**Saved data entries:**
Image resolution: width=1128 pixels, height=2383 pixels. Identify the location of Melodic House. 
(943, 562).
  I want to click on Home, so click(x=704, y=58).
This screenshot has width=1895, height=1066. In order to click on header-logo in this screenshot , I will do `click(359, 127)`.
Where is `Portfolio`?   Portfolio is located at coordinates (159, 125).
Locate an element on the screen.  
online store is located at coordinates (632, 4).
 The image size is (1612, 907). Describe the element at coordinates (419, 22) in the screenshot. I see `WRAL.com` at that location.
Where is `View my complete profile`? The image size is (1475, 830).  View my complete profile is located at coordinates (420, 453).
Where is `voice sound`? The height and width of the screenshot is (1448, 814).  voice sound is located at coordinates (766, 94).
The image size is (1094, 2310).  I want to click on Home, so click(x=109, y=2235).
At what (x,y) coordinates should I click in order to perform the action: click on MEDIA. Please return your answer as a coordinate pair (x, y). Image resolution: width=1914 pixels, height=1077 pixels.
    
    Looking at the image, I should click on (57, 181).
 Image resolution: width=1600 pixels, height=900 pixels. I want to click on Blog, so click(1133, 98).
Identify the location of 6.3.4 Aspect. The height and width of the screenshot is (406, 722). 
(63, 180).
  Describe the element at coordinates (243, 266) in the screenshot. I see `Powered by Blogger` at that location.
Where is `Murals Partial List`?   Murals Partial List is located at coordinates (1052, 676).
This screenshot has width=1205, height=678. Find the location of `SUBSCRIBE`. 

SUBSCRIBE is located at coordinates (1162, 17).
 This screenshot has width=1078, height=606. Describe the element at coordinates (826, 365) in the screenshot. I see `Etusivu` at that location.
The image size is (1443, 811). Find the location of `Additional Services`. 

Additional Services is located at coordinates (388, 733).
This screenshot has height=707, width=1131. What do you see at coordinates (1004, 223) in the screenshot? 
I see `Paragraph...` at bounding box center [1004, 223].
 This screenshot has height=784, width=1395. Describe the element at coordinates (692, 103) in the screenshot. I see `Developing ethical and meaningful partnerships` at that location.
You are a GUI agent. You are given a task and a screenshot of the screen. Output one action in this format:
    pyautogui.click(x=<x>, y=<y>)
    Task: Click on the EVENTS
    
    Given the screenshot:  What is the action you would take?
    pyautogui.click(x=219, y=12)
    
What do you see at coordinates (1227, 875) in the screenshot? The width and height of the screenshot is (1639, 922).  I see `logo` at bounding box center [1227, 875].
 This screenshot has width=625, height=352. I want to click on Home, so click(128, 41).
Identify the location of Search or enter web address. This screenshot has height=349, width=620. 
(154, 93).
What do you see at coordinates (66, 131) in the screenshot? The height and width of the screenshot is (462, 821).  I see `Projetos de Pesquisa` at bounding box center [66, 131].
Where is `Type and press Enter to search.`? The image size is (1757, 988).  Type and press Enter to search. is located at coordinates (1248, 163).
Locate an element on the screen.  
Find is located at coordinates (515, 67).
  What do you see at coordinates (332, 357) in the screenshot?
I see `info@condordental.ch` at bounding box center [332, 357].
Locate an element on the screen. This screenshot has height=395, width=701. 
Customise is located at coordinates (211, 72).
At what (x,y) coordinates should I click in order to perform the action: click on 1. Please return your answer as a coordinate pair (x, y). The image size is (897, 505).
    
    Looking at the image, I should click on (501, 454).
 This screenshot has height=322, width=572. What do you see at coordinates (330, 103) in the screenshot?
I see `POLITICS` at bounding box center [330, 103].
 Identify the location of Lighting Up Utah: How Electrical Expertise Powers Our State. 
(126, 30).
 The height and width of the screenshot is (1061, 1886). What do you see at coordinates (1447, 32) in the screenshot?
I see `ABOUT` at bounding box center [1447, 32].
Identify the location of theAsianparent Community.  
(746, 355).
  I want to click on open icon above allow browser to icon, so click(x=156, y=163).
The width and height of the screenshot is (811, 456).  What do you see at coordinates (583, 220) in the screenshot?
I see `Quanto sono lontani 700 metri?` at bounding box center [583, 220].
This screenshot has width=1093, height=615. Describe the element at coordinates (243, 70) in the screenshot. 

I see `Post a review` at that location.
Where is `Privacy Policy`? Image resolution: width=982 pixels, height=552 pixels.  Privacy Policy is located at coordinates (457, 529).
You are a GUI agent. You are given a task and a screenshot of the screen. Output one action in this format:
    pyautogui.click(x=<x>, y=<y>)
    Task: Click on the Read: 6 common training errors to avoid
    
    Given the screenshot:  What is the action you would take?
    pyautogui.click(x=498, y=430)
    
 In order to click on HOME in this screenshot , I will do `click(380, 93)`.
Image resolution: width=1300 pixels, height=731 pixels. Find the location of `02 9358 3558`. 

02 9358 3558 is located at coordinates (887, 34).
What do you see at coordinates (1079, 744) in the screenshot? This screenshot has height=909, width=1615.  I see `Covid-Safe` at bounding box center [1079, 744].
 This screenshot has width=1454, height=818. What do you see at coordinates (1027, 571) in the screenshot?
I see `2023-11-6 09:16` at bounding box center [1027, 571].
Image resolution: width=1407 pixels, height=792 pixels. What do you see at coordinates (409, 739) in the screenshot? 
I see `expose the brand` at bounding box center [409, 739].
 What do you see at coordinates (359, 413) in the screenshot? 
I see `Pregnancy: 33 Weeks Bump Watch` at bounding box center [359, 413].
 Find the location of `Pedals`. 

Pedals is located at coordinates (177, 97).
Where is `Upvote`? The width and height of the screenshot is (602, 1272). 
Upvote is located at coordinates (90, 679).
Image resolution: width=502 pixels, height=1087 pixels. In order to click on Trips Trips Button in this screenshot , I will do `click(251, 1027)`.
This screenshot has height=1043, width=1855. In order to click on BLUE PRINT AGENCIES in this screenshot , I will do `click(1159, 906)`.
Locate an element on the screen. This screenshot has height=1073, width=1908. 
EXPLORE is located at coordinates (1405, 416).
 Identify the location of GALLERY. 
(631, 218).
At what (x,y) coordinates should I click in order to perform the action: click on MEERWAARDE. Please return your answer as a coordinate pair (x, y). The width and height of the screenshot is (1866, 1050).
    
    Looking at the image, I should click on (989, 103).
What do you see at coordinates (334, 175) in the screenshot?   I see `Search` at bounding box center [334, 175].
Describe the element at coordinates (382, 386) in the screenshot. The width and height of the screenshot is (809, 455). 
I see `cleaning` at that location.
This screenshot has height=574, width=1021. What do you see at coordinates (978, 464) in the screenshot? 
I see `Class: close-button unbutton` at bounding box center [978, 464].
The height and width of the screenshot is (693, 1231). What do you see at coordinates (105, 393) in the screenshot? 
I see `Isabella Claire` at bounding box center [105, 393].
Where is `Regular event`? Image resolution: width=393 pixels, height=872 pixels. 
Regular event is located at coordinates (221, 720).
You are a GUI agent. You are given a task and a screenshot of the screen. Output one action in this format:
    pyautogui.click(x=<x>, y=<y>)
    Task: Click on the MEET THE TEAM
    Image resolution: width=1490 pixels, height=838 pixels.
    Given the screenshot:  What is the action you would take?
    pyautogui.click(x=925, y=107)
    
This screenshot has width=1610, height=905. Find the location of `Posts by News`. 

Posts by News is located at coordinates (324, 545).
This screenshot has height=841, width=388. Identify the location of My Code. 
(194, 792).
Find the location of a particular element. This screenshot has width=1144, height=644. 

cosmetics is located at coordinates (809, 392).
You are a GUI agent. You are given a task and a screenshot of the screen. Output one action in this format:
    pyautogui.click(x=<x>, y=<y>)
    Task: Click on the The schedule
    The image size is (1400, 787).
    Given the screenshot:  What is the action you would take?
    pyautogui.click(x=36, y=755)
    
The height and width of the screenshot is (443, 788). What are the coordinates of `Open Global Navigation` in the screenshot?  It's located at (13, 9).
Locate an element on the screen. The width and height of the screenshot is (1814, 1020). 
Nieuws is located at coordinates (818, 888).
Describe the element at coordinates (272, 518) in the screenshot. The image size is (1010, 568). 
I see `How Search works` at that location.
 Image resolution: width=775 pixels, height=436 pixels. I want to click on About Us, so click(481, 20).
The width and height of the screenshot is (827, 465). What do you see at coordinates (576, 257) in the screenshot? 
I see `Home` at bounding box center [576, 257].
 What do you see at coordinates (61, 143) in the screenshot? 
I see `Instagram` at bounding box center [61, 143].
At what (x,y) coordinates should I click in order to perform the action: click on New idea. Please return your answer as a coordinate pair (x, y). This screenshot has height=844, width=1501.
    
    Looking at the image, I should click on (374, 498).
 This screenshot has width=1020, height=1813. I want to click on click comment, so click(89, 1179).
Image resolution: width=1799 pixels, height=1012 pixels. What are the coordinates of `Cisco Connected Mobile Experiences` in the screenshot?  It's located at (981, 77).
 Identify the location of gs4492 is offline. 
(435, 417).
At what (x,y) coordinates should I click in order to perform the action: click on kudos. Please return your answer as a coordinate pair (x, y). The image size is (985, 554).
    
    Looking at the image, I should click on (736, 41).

**Exercise brief:** The lines from the one with "Image resolution: width=1799" through the end of the data above are to be set down exactly, with both boundary lines included and no other lines.

**Solution to this exercise:**
Image resolution: width=1799 pixels, height=1012 pixels. What are the coordinates of `Cisco Connected Mobile Experiences` in the screenshot?  It's located at (981, 77).
 Identify the location of gs4492 is offline. 
(435, 417).
At what (x,y) coordinates should I click in order to perform the action: click on kudos. Please return your answer as a coordinate pair (x, y). The image size is (985, 554).
    
    Looking at the image, I should click on (736, 41).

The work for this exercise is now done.